An old writer looks back at the formative moments and people of his early years in this thoughtful autobiographical work by an award-winning Australian novelist.
The fictional writer, Robert Crofts, is 79 and hasn’t been working on a book since his last came out, “now more than two years ago,” when he recalls his fascination as a boy in postwar England with the Australian Outback. From this first-person prelude, Miller (The Simplest Words, 2016, etc.) shifts into third and introduces Crofts at age 19, just as he has quit three years of cowboy work “in the vast hinterland of the Australian north.” Crofts—who was Miller’s alter ego in his first published novel, Watching the Climbers on the Mountain (1988)—meets a woman who encourages him to write and a man who faults his prose and urges him to learn from great literature by attending university. Conflicting demands that can throttle creativity will be a big motif in this bildungsroman.

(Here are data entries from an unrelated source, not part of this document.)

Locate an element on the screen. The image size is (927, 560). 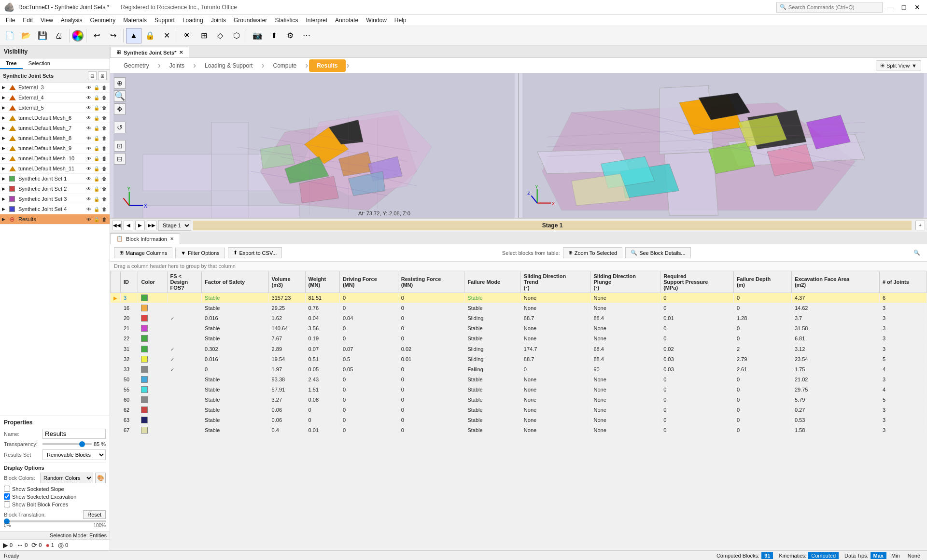
reset-button: Reset is located at coordinates (95, 515).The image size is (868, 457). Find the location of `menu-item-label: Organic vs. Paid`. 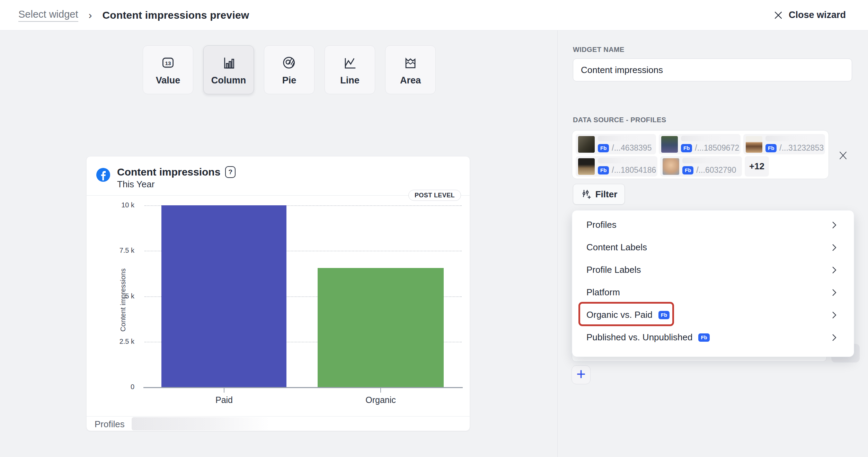

menu-item-label: Organic vs. Paid is located at coordinates (619, 315).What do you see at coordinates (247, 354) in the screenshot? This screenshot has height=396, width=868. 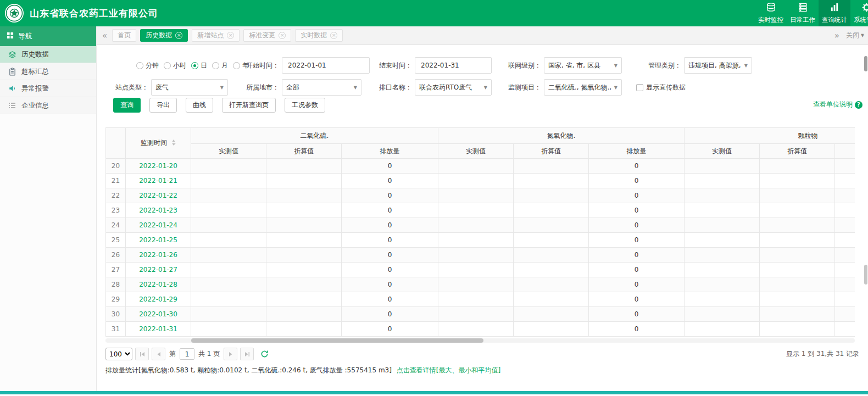 I see `last-page-button` at bounding box center [247, 354].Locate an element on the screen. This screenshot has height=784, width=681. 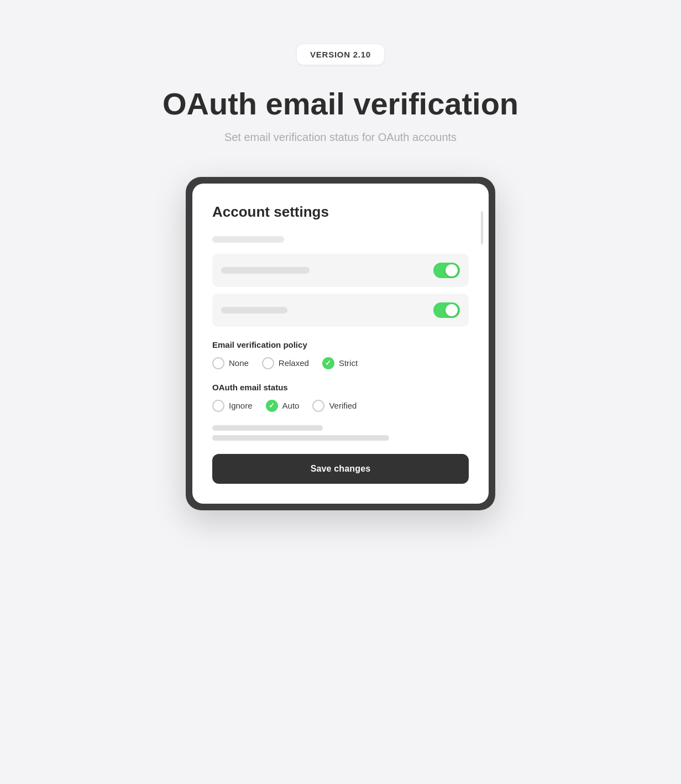
radio-relaxed: Relaxed is located at coordinates (285, 363).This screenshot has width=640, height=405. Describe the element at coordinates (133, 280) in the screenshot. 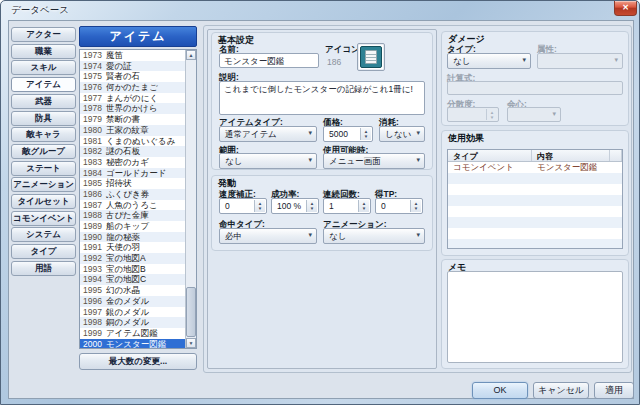

I see `list-item: 1994宝の地図C` at that location.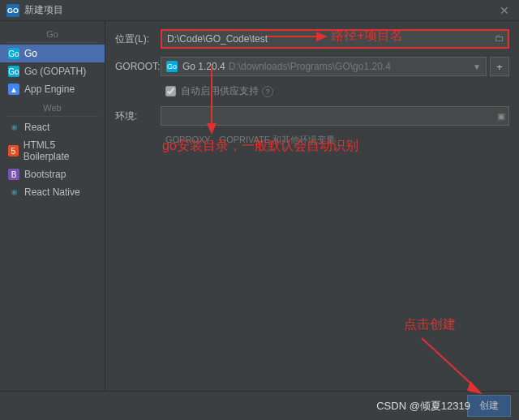 The width and height of the screenshot is (519, 420). What do you see at coordinates (138, 66) in the screenshot?
I see `goroot-label: GOROOT:` at bounding box center [138, 66]. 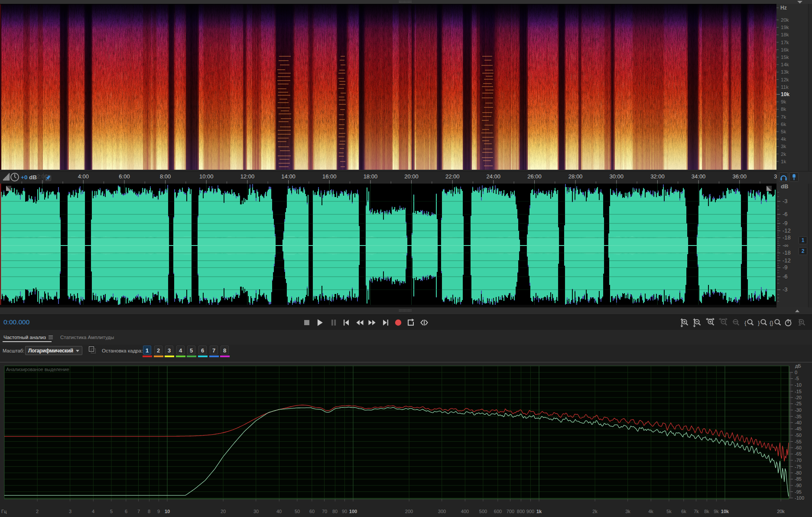 I want to click on svg-text: 50, so click(x=297, y=511). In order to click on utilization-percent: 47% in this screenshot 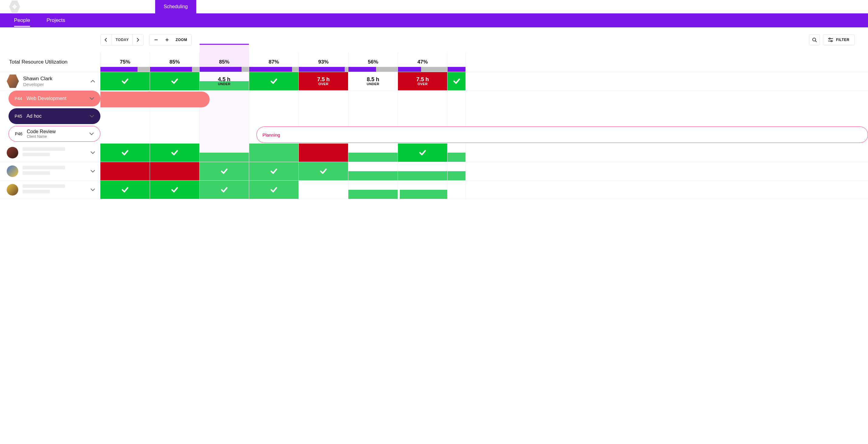, I will do `click(423, 62)`.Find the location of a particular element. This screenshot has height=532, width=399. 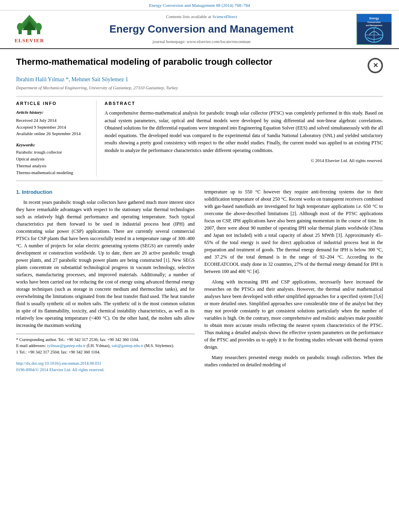

email2-link: sait@gantep.edu.tr is located at coordinates (127, 346).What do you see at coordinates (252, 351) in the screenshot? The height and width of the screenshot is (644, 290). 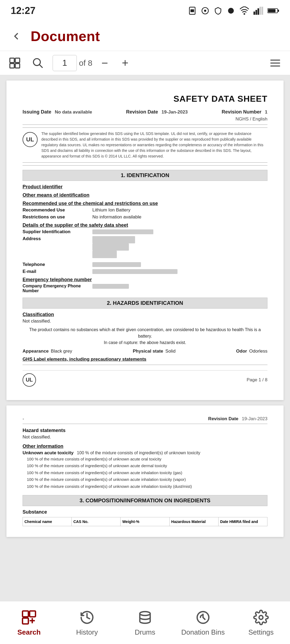 I see `odor-item: Odor Odorless` at bounding box center [252, 351].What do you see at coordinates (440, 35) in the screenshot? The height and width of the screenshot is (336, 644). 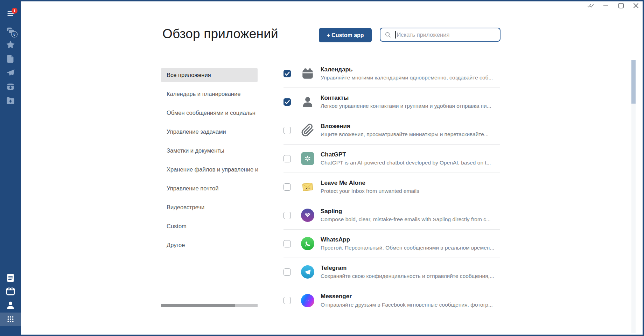 I see `search-box` at bounding box center [440, 35].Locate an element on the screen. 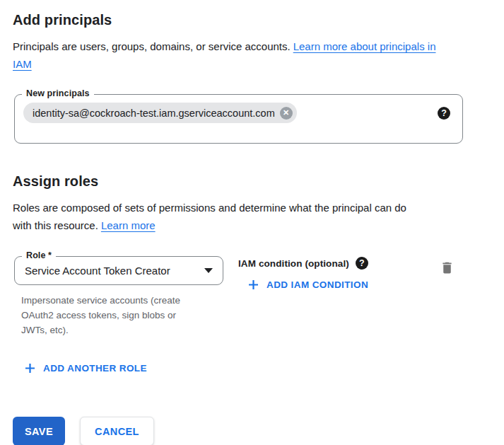 The width and height of the screenshot is (504, 445). roles-description: Roles are composed of sets of permission… is located at coordinates (218, 216).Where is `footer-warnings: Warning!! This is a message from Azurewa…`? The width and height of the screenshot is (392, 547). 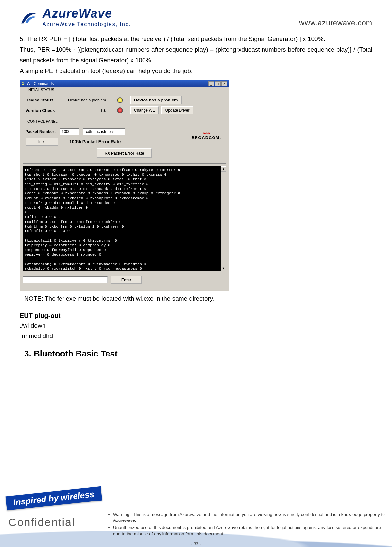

Under the influence of his wife, Crofts will shift households several times, abandoning one novel, ending up on a remote farm where he enjoys the outdoor labor but suffers from writer’s block. Then his wife leaves to study Italian in Perugia and suffers a breakdown. Along the way, he meets a fascinating European couple in Melbourne who survived torture and imprisonment in wartime Germany. They deliver some fine ruminations on art and commitment in a novel that also traces those themes through a crucial pregnancy and Crofts’ relationships with three women. Miller’s writing sometimes drifts toward the saccharine, but he almost always pulls back—as he pulls back from the narrative several times in interludes that return to the first person of the much older man and highlight how memory has many layers.
A rich addition to the growing shelf of autofiction from a seasoned storyteller.